The market treats Cashbuild and Italtile as though they are interchangeable in a portfolio. Over five years, the share price performances (excluding dividends) are remarkably similar — and incredibly poor. Italtile is down 47% and Cashbuild is down 50%. Including dividends, the five-year total return on Italtile is -20%, while Cashbuild sits at -34%.
The stay-home-and-stay-safe DIY trend of the pandemic (boosted by record low interest rates) is a distant memory. But can this performance be attributed entirely to the Covid base on a five-year view?
Alas, no. Over 12 months, Cashbuild is down 4%, while Italtile is down 17%. Both are in the red, but there’s now a clear deviation in performance. This decoupling happened based on the latest announcements, with the market accepting at long last that Cashbuild and Italtile are actually very different businesses.
This is because of where they sit in the value chain. Both have consumer-facing retail operations, but Italtile features much further up in the chain thanks to its local tile manufacturing business. This creates additional layers of risk (and opportunity).
The upside potential of manufacturing is there in a stronger market, but we are in a terribly weak market for tiles. Though Italtile tried its best to explain that the manufacturing side of the business is a struggle in these conditions, it feels like the message just hadn’t landed.
The market has now got the memo. In the six months to December 2025, Italtile’s trading profit and dividend both fell 14%. Over the same period, Cashbuild’s operating profit rose 10% and the dividend increased 21%. There’s nothing like a major divergence in the dividend trajectory to focus the minds of investors.
Though both companies fall into the consumer discretionary spending bucket, they are exposed to different product verticals. Italtile has a focused product offering (tiles and plumbing), while Cashbuild is a much broader business. But in any construction project, both Italtile and Cashbuild should get a slice of the action, so they have exposure to similar underlying consumer behaviour.
Being at the top of the value chain — ‘the shovel in the gold rush’, as the saying goes — is lucrative only if there’s actually a gold rush
It therefore seems reasonable to conclude that the deviation in performance is being driven by what Italtile has been warning about for ages: the risk of low capacity utilisation in the manufacturing division. But why is this so problematic vs the retail operation struggling with low growth?

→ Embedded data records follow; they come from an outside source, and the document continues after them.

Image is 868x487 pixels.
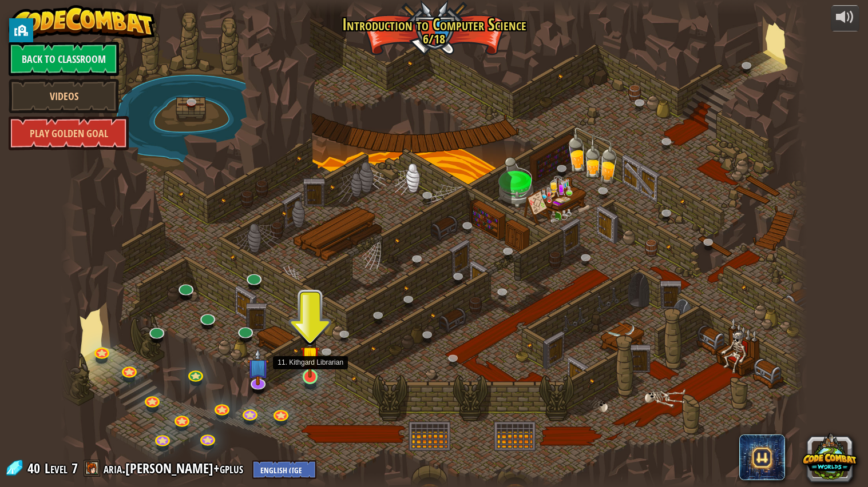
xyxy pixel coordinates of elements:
[8,5,155,39] img: CodeCombat - Learn how to code by playing a game
[247,349,269,386] img: level-banner-unstarted-subscriber.png
[104,459,246,478] a: aria.[PERSON_NAME]+gplus
[8,79,119,113] a: Videos
[8,42,119,76] a: Back to Classroom
[9,18,34,43] button: privacy banner
[831,5,860,32] button: Adjust volume
[71,459,78,478] span: 7
[45,459,67,478] span: Level
[28,459,43,478] span: 40
[8,116,129,151] a: Play Golden Goal
[301,333,320,378] img: level-banner-started.png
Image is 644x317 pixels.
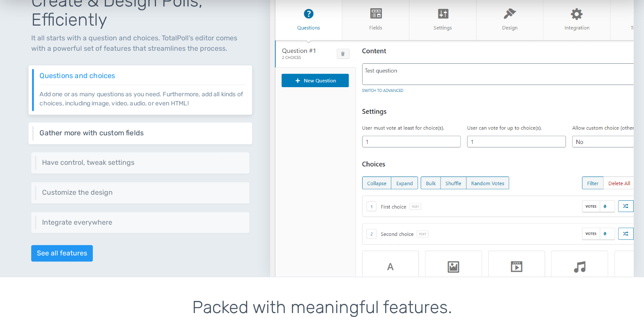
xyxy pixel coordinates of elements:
[42,158,243,167] h6: Have control, tweak settings
[42,219,243,226] h6: Integrate everywhere
[40,129,245,137] h6: Gather more with custom fields
[40,84,245,108] p: Add one or as many questions as you need. Furthermore, add all kinds of choices, including image,...
[40,72,245,80] h6: Questions and choices
[31,245,93,261] a: See all features
[42,196,243,197] p: Change the layout of your poll, colors, interactions, and much more. TotalPoll offers a wide rang...
[42,189,243,196] h6: Customize the design
[40,137,245,138] p: Add custom fields to gather more information about the voter. TotalPoll supports five field types...
[42,226,243,226] p: Integrate your poll virtually everywhere on your website or even externally through an embed code.
[31,33,249,54] p: It all starts with a question and choices. TotalPoll's editor comes with a powerful set of featur...
[42,167,243,167] p: Control different aspects of your poll via a set of settings like restrictions, results visibilit...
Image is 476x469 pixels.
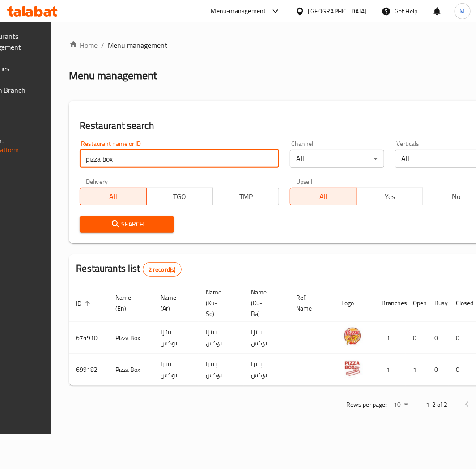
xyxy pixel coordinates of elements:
div: Rows per page: [390,398,411,412]
img: Pizza Box [341,325,364,347]
td: 1 [405,354,427,386]
p: 1-2 of 2 [426,399,447,410]
label: Upsell [296,179,313,185]
span: Name (Ku-So) [206,287,233,319]
td: 0 [427,354,448,386]
td: 674910 [69,322,108,354]
td: پیتزا بۆکس [198,354,244,386]
div: [GEOGRAPHIC_DATA] [308,6,367,16]
th: Open [405,284,427,322]
button: All [80,188,146,206]
span: M [459,6,465,16]
button: Search [80,216,174,232]
td: 1 [374,322,405,354]
span: Name (Ar) [161,292,188,314]
img: Pizza Box [341,356,364,379]
h2: Menu management [69,68,157,83]
th: Busy [427,284,448,322]
a: Home [69,40,97,51]
th: Closed [448,284,470,322]
li: / [101,40,104,51]
td: بيتزا بوكس [153,322,198,354]
p: Rows per page: [346,399,387,410]
span: Name (En) [115,292,143,314]
td: پیتزا بۆکس [244,322,289,354]
td: 0 [448,354,470,386]
div: Total records count [143,262,182,277]
span: Search [87,219,167,230]
span: 2 record(s) [143,265,181,274]
h2: Restaurants list [76,262,181,277]
td: 0 [405,322,427,354]
span: TGO [150,190,209,203]
span: Yes [360,190,419,203]
span: Name (Ku-Ba) [251,287,278,319]
span: TMP [216,190,275,203]
td: 1 [374,354,405,386]
label: Delivery [86,179,108,185]
span: All [294,190,353,203]
button: Yes [356,188,423,206]
span: Ref. Name [296,292,323,314]
th: Logo [334,284,374,322]
td: 0 [427,322,448,354]
span: Menu management [108,40,167,51]
span: ID [76,298,93,309]
div: All [290,150,384,168]
button: TMP [212,188,279,206]
td: Pizza Box [108,322,153,354]
td: پیتزا بۆکس [244,354,289,386]
td: پیتزا بۆکس [198,322,244,354]
td: 0 [448,322,470,354]
td: 699182 [69,354,108,386]
th: Branches [374,284,405,322]
td: Pizza Box [108,354,153,386]
div: Menu-management [211,6,266,17]
button: All [290,188,356,206]
input: Search for restaurant name or ID.. [80,150,279,168]
span: All [84,190,143,203]
button: TGO [146,188,213,206]
td: بيتزا بوكس [153,354,198,386]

In a retail business, if sales are under pressure, you can tweak the range in the store and even reduce the footprint (to the extent allowable by lease terms). It’s a very tough business, but there’s some operational flexibility in the model. There’s also the ability to make decisions around pricing and promotions, or the focus on online vs in-store sales.
Management can do stuff to respond to the environment, as evidenced by Cashbuild’s improvement in gross margin and operating margin, despite only 3% growth in revenue.
But in manufacturing, if your plant is running well below capacity, the unit costs become a huge issue. To achieve solid overhead absorption on a per-unit basis, you need to be pumping units out the door. Italtile’s in-house retail chains are struggling with weak volumes — system-wide turnover was flat in the period. But there’s a far bigger problem in the market that’s way beyond Italtile’s control.
When the rand is strong, imported tiles become cheaper. Even without the stronger rand, South Africa is a dumping ground for foreign-made tiles, as our tariffs are inadequate to protect the local industry. This means that the product mix in South Africa (and neighbouring countries) is shifting towards imported alternatives, leading to a 5% decline in turnover in the supply chain manufacturing segment.
Thanks to the operating leverage in a manufacturing model (the factory overheads and so on), a drop in revenue is a disaster. In the manufacturing segment, interim profit before tax shrank dramatically from R340m to R188m.
Here’s another statistic: turnover in manufacturing fell R148m, yet profit before tax fell R152m. If you look through the income statement, the biggest pressure point is freight costs, as the company has already reduced “manpower costs” significantly.
Something tells me Italtile isn’t where you want to be if oil prices continue their sharp rise due to the war against Iran. Being at the top of the value chain — “the shovel in the gold rush”, as the saying goes — is lucrative only if there’s actually a gold rush. And in the tile market, it’s anything but a gold rush right now.